The problem is often to coordinate the knowledge that exists — the “unknown knowns” in Rayner’s sense — as well as to find new knowledge and to grasp surprising concatenations of different kinds of information. According to Hayek, the “solution of the economic problem of society is in this respect always a voyage of exploration into the unknown, an attempt to discover new ways of doing things better than they have been done before.”Friedrich August von Hayek, “The Meaning of Competition,” in Individualism and Economic Order (Chicago: University of Chicago Press, 1948), 101.

Knowledge, Hayek argued, is always embodied in the context of its discovery and use. It is always knowledge of the process, practice, or opportunity that arises at a time and place. It is always knowledge and know-how that occur within institutional settings that allow discovery, collaboration, and experiment. In that sense, all knowledge like all politics is local: its use depends on the circumstances in which it is applied.

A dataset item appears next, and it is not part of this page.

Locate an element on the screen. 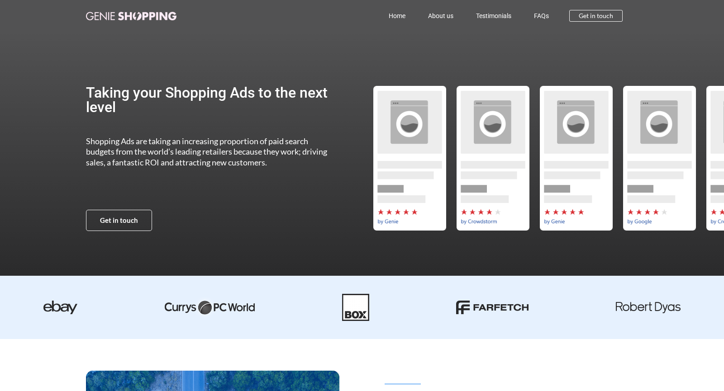 The height and width of the screenshot is (391, 724). a: Home is located at coordinates (397, 16).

Top-down planners have no access to this kind of information. These planners talk in abstract shibboleths — “price carbon!,” “internalize externalities!,” “make polluters pay!”— which express the self-righteousness of the theory class but contain nothing relevant to the solution to any problem. The AEA membership delight in these nostrums; their magical assume-the-can-opener thinking has produced little but hot air. To solve problems, one must take up one technological challenge at a time. This requires knowledge of concrete and specific ways information and know-how can be applied industry by industry, processes by process, use by use, and place by place. Rayner memorably observed that one deals with climate change in the same way one eats an elephant, one part at a time. Hayek would have agreed.



Read a rebuttal to this piece by Niskanen Center's Ed Dolan here.